Maria Konti-Galinou

Activist

Maria Konti-Galinou was born in Mytilini. She studied and worked as a kindergarten teacher in Athens. There, as a volunteer, she became involved in helping children with special needs and participating in summer camps. With her husband Polis Pantelidis, in 1993 she moved to England where she began working on programs of the Christian international non-profit organization, The Salvation Army, one of the largest organizations providing emotional, physical and spiritual social aid to vulnerable groups in the world.

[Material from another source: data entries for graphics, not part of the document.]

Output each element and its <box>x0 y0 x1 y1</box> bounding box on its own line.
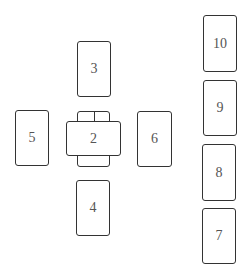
card-7: 7 <box>202 208 236 264</box>
card-10-label: 10 <box>213 36 227 52</box>
card-9-label: 9 <box>217 100 224 116</box>
card-4-label: 4 <box>90 200 97 216</box>
card-2: 2 <box>66 121 121 156</box>
card-6: 6 <box>137 111 172 167</box>
card-3: 3 <box>77 41 111 97</box>
card-5: 5 <box>15 110 49 166</box>
card-4: 4 <box>76 180 110 236</box>
card-10: 10 <box>203 15 237 72</box>
card-3-label: 3 <box>91 61 98 77</box>
card-9: 9 <box>203 80 237 136</box>
card-5-label: 5 <box>29 130 36 146</box>
card-7-label: 7 <box>216 228 223 244</box>
card-8-label: 8 <box>216 165 223 181</box>
card-8: 8 <box>202 144 236 201</box>
card-6-label: 6 <box>151 131 158 147</box>
card-2-label: 2 <box>90 131 97 147</box>
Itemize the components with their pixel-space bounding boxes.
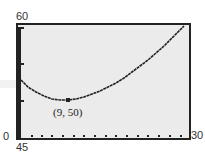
y-min-label: 0 [3,131,9,142]
minimum-point-marker [66,98,70,102]
y-tick [21,100,24,102]
x-axis-dots [31,135,182,137]
y-tick [21,63,24,65]
y-axis-top-tick [21,27,24,29]
y-max-label: 60 [16,11,28,22]
y-axis [18,27,21,138]
graph-plot [18,25,189,138]
background-smudge [0,80,16,88]
x-min-label: 45 [16,142,28,153]
calculator-graph-screen: (9, 50) [16,23,191,140]
x-max-label: 30 [191,130,203,141]
minimum-point-label: (9, 50) [53,106,82,118]
function-curve [21,26,184,100]
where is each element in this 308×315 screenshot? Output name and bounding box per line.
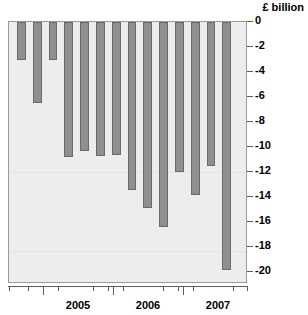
x-axis-minor-tick <box>178 286 179 291</box>
x-axis-label: 2005 <box>66 299 90 311</box>
y-axis-tick <box>247 71 253 72</box>
x-axis-major-tick <box>183 286 184 295</box>
bar <box>159 22 168 227</box>
x-axis-minor-tick <box>247 286 248 291</box>
y-axis-label: -14 <box>255 190 271 201</box>
bars-layer <box>9 22 246 282</box>
y-axis-label: -4 <box>255 65 265 76</box>
y-axis-tick <box>247 121 253 122</box>
x-axis-label: 2006 <box>136 299 160 311</box>
x-axis-major-tick <box>113 286 114 295</box>
y-axis-label: -2 <box>255 40 265 51</box>
y-axis-tick <box>247 96 253 97</box>
y-axis-tick <box>247 271 253 272</box>
y-axis-tick <box>247 21 253 22</box>
x-axis-label: 2007 <box>206 299 230 311</box>
y-axis-label: -10 <box>255 140 271 151</box>
x-axis-minor-tick <box>108 286 109 291</box>
x-axis-line <box>8 286 248 287</box>
x-axis-minor-tick <box>233 286 234 291</box>
x-axis-minor-tick <box>93 286 94 291</box>
x-axis-minor-tick <box>9 286 10 291</box>
bar <box>222 22 231 270</box>
y-axis-tick <box>247 146 253 147</box>
y-axis-label: -8 <box>255 115 265 126</box>
y-axis-label: 0 <box>255 15 261 26</box>
bar-chart: £ billion 0-2-4-6-8-10-12-14-16-18-20 20… <box>0 0 308 315</box>
bar <box>207 22 216 166</box>
y-axis-label: -12 <box>255 165 271 176</box>
bar <box>175 22 184 172</box>
plot-area <box>8 21 247 283</box>
x-axis-minor-tick <box>28 286 29 291</box>
bar <box>128 22 137 190</box>
y-axis: 0-2-4-6-8-10-12-14-16-18-20 <box>247 21 308 283</box>
x-axis-minor-tick <box>58 286 59 291</box>
bar <box>17 22 26 60</box>
bar <box>96 22 105 156</box>
y-axis-label: -6 <box>255 90 265 101</box>
x-axis-major-tick <box>43 286 44 295</box>
bar <box>143 22 152 208</box>
bar <box>33 22 42 103</box>
bar <box>64 22 73 157</box>
y-axis-label: -20 <box>255 265 271 276</box>
x-axis: 200520062007 <box>8 286 248 315</box>
x-axis-minor-tick <box>163 286 164 291</box>
y-axis-tick <box>247 196 253 197</box>
bar <box>49 22 58 60</box>
y-axis-label: -16 <box>255 215 271 226</box>
bar <box>191 22 200 195</box>
bar <box>80 22 89 151</box>
x-axis-minor-tick <box>123 286 124 291</box>
y-axis-label: -18 <box>255 240 271 251</box>
y-axis-tick <box>247 221 253 222</box>
y-axis-tick <box>247 246 253 247</box>
plot-faint-line <box>9 251 246 252</box>
y-axis-tick <box>247 171 253 172</box>
x-axis-minor-tick <box>193 286 194 291</box>
y-axis-tick <box>247 46 253 47</box>
bar <box>112 22 121 155</box>
axis-unit-caption: £ billion <box>262 1 304 13</box>
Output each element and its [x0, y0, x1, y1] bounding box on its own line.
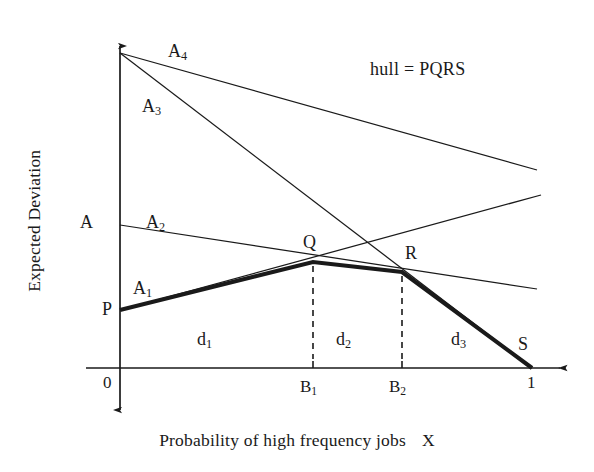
vertex-label-p: P — [102, 300, 112, 318]
curve-label-a3: A3 — [142, 97, 161, 115]
x-axis-tick-one: 1 — [527, 374, 536, 391]
x-axis-tick-b2: B2 — [389, 378, 406, 395]
convex-hull-path — [120, 262, 532, 368]
region-label-d2: d2 — [336, 330, 351, 348]
curve-a4 — [120, 53, 537, 170]
region-label-d3: d3 — [451, 330, 466, 348]
curve-label-a2: A2 — [146, 213, 165, 231]
x-axis-title: Probability of high frequency jobsX — [0, 432, 594, 450]
x-axis-variable: X — [422, 430, 435, 450]
vertex-label-r: R — [405, 244, 417, 262]
x-axis-tick-b1: B1 — [300, 378, 317, 395]
hull-annotation: hull = PQRS — [370, 60, 465, 78]
plot-canvas — [0, 0, 594, 472]
x-axis-tick-origin: 0 — [103, 374, 112, 391]
y-axis-intercept-label: A — [80, 213, 93, 231]
curve-label-a4: A4 — [168, 42, 187, 60]
x-axis-title-main: Probability of high frequency jobs — [159, 430, 406, 450]
expected-deviation-convex-hull-figure: Expected Deviation Probability of high f… — [0, 0, 594, 472]
y-axis-title: Expected Deviation — [26, 101, 44, 341]
region-label-d1: d1 — [197, 330, 212, 348]
curve-label-a1: A1 — [133, 279, 152, 297]
vertex-label-s: S — [518, 335, 528, 353]
curve-a2 — [120, 225, 537, 289]
vertex-label-q: Q — [303, 233, 316, 251]
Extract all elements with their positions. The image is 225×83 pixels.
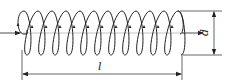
length-label: l [98, 60, 102, 73]
current-direction-arrows [17, 23, 174, 28]
solenoid-diagram: l d [0, 0, 225, 83]
diameter-label: d [198, 29, 211, 36]
length-dimension [22, 50, 182, 80]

Maria trained at The William Booth Training College and also studied counseling at the University of Bristol. For the next eight years, she worked as an “officer” of the Salvation Army in Bristol, England (the organization maintains a military-like structure and names for its employees), where she worked with addicts, high-security prison inmates and in street programmers and  the rehabilitation of trafficking victims.

Armed with The Salvation Army training – its philosophy and aim being to empower those in need to be able to claim back their lives – and over a decade of experience in outreach in the UK, with her husband, in 2007 they opened a Salvation Army branch for the first time in Greece, in Thessaloniki.

There they distribute and organize food and drink delivery to the homeless during the night and hundreds of families, offering practical and emotional support to families with children, as well as victims of trafficking. Two more officers were added to the Thessaloniki office in 2012 when the program grew, with Maria and her husband opening a Salvation Army branch in Athens. Maria and Polis have twin daughters.